The Suns should have been fine retaining Bledsoe and Dragic for the remainder of the season and running back their 2013-14 success, but the Thomas experiment didn’t sit well with Dragic, who was up for free agency and asked out. Forced to deal a third-team all-NBA member who had just won Most Improved Player, Phoenix actually acquitted itself fairly well, getting two unprotected first-rounders in the process.

At that moment, the Suns could have accepted a lost year and potentially reverted to playing one point guard at a time, but they were so committed to the gambit that they surrendered their greatest asset, a lightly-protected first-round pick from the free-falling Los Angeles Lakers, to acquire Brandon Knight.

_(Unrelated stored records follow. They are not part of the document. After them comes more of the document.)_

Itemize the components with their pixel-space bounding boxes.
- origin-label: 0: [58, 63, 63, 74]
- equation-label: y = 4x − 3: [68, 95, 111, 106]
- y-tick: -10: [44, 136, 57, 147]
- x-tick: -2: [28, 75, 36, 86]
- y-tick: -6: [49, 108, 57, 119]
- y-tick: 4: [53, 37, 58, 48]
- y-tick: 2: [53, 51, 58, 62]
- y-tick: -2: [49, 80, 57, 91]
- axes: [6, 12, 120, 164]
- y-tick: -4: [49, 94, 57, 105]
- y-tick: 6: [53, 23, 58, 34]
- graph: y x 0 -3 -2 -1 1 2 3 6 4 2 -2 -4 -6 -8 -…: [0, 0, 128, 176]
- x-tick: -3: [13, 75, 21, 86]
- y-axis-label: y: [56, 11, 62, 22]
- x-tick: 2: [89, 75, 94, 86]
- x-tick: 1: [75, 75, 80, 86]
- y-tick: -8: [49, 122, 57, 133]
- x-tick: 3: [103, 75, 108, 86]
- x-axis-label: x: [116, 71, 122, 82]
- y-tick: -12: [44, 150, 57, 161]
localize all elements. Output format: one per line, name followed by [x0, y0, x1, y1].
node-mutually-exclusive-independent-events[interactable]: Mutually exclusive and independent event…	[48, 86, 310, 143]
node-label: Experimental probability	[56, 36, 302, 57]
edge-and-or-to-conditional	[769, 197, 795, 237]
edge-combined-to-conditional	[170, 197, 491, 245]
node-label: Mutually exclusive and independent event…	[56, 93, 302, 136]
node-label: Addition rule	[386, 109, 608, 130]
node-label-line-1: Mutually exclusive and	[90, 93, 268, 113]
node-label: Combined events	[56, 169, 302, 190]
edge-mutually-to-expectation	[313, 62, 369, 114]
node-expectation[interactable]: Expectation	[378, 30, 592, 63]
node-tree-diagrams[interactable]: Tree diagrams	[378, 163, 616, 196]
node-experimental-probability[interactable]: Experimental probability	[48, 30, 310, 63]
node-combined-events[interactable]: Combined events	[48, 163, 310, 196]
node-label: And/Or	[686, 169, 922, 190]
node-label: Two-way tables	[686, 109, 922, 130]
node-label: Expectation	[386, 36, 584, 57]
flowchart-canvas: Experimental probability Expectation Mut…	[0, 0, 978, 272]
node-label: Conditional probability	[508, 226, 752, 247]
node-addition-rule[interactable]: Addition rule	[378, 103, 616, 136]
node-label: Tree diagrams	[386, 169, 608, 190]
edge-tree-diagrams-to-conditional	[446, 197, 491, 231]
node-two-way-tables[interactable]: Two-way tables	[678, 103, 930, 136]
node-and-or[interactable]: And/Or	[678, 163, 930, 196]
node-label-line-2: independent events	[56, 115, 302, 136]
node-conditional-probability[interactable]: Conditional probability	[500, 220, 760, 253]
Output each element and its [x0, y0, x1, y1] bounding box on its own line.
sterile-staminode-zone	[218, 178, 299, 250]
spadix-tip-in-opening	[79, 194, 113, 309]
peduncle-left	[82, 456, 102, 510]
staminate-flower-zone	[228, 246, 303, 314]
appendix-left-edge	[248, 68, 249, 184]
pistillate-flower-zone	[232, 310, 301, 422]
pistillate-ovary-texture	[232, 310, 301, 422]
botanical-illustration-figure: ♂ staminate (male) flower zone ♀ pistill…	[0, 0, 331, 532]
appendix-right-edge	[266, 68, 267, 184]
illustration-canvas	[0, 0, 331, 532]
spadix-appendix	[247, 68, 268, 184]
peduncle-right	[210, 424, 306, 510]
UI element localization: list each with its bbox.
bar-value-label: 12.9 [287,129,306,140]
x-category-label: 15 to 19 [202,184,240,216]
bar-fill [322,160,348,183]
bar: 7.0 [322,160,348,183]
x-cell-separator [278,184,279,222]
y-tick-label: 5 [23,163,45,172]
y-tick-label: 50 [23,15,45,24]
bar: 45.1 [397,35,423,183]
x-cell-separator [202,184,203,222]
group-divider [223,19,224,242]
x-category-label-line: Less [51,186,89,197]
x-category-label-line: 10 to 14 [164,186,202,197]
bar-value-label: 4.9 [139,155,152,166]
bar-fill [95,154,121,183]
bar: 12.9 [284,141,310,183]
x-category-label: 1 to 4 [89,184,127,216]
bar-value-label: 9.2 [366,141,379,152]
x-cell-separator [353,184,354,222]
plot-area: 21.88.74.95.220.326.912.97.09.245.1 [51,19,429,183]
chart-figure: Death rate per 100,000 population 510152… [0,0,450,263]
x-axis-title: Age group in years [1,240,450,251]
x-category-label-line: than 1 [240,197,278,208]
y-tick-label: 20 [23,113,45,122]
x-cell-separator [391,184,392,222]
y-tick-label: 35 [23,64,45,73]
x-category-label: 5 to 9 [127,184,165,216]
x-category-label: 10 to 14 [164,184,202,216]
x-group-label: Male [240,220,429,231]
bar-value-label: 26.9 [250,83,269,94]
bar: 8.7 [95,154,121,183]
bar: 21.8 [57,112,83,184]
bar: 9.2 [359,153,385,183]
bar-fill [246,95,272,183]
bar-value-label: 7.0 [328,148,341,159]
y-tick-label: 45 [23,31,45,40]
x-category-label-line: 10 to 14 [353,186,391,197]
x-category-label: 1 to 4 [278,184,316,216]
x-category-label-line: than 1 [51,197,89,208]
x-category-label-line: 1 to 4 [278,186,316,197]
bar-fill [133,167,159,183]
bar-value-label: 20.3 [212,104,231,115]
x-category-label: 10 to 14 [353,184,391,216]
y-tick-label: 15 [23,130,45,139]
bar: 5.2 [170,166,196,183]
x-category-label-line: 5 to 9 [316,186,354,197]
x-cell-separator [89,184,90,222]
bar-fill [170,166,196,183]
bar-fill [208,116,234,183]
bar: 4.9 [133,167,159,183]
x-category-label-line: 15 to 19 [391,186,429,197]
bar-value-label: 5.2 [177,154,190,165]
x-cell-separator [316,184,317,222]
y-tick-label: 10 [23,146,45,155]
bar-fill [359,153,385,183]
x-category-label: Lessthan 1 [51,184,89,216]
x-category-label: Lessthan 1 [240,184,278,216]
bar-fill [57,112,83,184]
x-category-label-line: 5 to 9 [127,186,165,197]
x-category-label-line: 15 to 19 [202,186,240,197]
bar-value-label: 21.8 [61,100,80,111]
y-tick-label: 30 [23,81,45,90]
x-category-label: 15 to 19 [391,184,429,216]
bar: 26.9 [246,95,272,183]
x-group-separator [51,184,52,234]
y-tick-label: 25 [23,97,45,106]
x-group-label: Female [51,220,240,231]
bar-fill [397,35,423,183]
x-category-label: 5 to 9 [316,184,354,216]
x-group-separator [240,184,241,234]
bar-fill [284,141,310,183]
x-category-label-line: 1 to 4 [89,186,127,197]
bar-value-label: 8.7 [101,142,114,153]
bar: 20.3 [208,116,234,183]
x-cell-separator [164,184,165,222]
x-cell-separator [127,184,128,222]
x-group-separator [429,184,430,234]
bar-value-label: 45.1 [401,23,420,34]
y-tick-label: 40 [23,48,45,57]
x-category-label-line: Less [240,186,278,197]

That the Milwaukee Bucks gave up this pick for Michael Carter-Williams only underlines the stink of poor decision-making Phoenix was spreading across the league — ironically, that pick was used to take Mikal Bridges, who was dealt on draft night to the Suns and is now one of the few bright spots for Phoenix. The team didn’t get much better, missed the playoffs again, but got Devin Booker in the draft.

With Bledsoe, Knight, and Booker in tow, the Suns were seemingly set at backcourt, and making John Calipari really happy in the process. Unfortunately, the rest of the team was in shambles. Phoenix had signed Tyson Chandler in the offseason in a weird ploy to seduce LaMarcus Aldridge. As part of that effort, the team traded Marcus Morris to clear cap space, angering his twin Markieff in the process. Bledsoe got injured in December and Knight missed seven weeks with an adductor strain, resulting in the incredible sight of Goodwin, Ronnie Price, Phil Pressey, Jordan McRae, and Bryce Cotton playing meaningful minutes for the Suns. Only McRae is still in the NBA, on a two-way contract with the Wizards.

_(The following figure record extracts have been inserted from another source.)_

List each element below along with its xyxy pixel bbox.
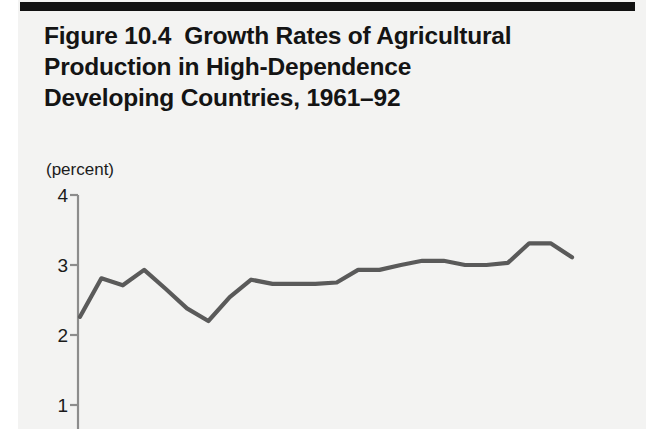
figure-page: Figure 10.4 Growth Rates of Agricultural… — [0, 0, 646, 429]
line-chart-plot — [0, 0, 646, 429]
data-series-line — [80, 243, 572, 321]
y-axis-group — [70, 195, 78, 429]
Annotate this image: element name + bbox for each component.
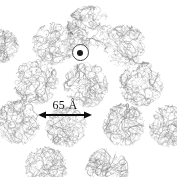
particle-mid-right [117,60,165,108]
particle-lower-right [101,102,147,148]
protein-lattice-figure: 65 Å [0,0,177,177]
axis-marker-dot [77,50,83,56]
scale-bar-arrow-icon [38,110,92,120]
particle-top-left-far [0,28,20,64]
particle-bottom-left [23,145,69,177]
particle-right-edge [147,103,177,149]
particle-left-edge [0,98,42,146]
axis-marker-icon [72,44,89,61]
particle-bottom-right [84,147,130,177]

Never fear. Phoenix had another high draft pick, Bledsoe and Knight would come back from injury, and Booker figured to improve in his sophomore season. Except the Suns were terrible yet again, choosing to bench Knight and bring in Tyler Ulis and Shaquille Harrison for reinforcements, along with a second tour for Ronnie Price. If nothing else, Phoenix had finally figured out how to tank properly.

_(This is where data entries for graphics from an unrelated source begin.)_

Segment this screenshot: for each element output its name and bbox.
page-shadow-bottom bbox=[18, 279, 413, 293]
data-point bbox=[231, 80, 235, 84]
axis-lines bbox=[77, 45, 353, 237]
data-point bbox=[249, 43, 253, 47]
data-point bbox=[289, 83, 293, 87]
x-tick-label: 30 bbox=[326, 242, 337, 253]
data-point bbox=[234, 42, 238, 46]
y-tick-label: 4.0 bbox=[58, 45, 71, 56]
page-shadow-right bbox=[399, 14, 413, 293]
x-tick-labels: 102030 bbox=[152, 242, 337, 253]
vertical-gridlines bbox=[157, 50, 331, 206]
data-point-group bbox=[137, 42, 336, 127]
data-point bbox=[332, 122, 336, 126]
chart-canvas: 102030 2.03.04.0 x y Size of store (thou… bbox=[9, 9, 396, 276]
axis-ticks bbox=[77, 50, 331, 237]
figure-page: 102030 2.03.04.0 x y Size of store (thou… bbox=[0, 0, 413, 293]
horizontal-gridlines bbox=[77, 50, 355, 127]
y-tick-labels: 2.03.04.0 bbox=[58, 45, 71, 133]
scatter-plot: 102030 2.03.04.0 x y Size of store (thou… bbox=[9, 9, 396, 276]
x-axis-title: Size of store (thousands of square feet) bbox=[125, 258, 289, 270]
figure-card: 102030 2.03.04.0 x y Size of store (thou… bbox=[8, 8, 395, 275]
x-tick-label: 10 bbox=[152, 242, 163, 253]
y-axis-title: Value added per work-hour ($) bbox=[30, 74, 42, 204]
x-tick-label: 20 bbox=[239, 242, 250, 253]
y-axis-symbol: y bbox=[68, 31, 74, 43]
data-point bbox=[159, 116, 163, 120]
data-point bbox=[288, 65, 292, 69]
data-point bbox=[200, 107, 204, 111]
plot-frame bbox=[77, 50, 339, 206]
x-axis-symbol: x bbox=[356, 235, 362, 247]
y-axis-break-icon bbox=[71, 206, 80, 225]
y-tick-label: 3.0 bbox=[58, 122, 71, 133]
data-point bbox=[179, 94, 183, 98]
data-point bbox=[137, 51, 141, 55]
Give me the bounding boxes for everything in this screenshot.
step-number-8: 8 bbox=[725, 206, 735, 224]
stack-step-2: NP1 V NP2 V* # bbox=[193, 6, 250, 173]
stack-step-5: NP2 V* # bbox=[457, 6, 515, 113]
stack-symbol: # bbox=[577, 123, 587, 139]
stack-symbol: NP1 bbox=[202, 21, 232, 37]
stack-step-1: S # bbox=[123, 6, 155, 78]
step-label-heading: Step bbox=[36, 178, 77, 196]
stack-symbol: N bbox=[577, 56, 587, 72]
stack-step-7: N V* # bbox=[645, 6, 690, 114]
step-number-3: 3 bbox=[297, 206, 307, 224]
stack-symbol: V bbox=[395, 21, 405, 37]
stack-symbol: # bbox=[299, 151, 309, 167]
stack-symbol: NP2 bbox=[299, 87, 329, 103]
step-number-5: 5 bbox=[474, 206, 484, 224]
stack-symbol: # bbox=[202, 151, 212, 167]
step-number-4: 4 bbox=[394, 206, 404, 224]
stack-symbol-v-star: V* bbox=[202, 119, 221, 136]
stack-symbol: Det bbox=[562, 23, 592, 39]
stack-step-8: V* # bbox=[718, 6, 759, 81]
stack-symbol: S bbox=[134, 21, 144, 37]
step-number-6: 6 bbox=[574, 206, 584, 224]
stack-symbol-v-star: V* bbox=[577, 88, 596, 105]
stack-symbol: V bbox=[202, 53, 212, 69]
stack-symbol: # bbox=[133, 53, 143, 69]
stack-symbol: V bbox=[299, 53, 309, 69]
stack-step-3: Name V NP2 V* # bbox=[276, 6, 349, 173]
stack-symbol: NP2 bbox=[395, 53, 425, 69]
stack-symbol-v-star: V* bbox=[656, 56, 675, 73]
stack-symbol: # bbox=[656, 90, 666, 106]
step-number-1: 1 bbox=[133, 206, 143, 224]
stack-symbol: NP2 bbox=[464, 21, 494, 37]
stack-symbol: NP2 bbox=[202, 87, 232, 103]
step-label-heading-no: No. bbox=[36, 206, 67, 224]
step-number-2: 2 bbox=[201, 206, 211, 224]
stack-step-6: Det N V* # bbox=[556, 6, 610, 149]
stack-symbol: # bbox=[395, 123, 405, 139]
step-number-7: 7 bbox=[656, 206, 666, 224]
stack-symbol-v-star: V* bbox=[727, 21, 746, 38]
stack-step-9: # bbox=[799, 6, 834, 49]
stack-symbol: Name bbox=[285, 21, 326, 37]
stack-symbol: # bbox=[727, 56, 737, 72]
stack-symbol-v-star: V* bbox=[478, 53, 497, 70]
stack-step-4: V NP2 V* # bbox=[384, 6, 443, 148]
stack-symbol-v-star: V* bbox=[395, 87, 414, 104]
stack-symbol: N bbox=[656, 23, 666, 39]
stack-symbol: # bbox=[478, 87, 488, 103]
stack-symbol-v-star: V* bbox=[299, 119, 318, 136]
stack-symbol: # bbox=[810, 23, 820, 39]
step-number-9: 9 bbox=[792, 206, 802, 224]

In the 2017 draft, the Suns had a chance to add to their point guard depth by selecting De’Aaron Fox out of, you guessed it, Kentucky. Instead, Phoenix picked this time to pivot to the new NBA trend of acquiring long, athletic wings, and selected Josh Jackson out of Kansas, who has yet to find his footing on a consistent basis. Knight tore his ACL the next month, and it took three games of losing by a combined 92 points for Bledsoe to send his now infamous tweet asking out of Phoenix.
https://twitter.com/ebled2/status/922201984211369984

Head coach Earl Watson was fired later that day. Bledsoe was traded within a few weeks to Milwaukee, and the Suns played out the next 79 games with a combination of two-ways and ten-days, including Mike James, Josh Gray, Harrison, Canaan, and Ulis. Only Canaan made it to the start of this season. Harrison was in training camp, but he was waived and ended up on the Chicago Bulls, a team which might warrant its own deep dive into its point guard situation at some date in the near future.

Of course, Canaan has also caught the axe, as Phoenix is seemingly content to move forward with De’Anthony Melton and Elie Okobo, two rookies, as well as point-Booker for the foreseeable future. This will be another lost year for the Suns. Knight was traded in the offseason, along with 2016 first-rounder Marquese Chriss. Bender’s fourth-year option was declined. After all these years of turnover at the lead guard spot, there is little left for Phoenix to work with.

Now, the Suns are clearly the worst team in the Western Conference, the lone holdout in a 14-team playoff race. They don’t even have the outline of a competitive team beyond hopeful building blocks in Booker and Deandre Ayton, but one can’t help but wonder how much a competent point guard could help.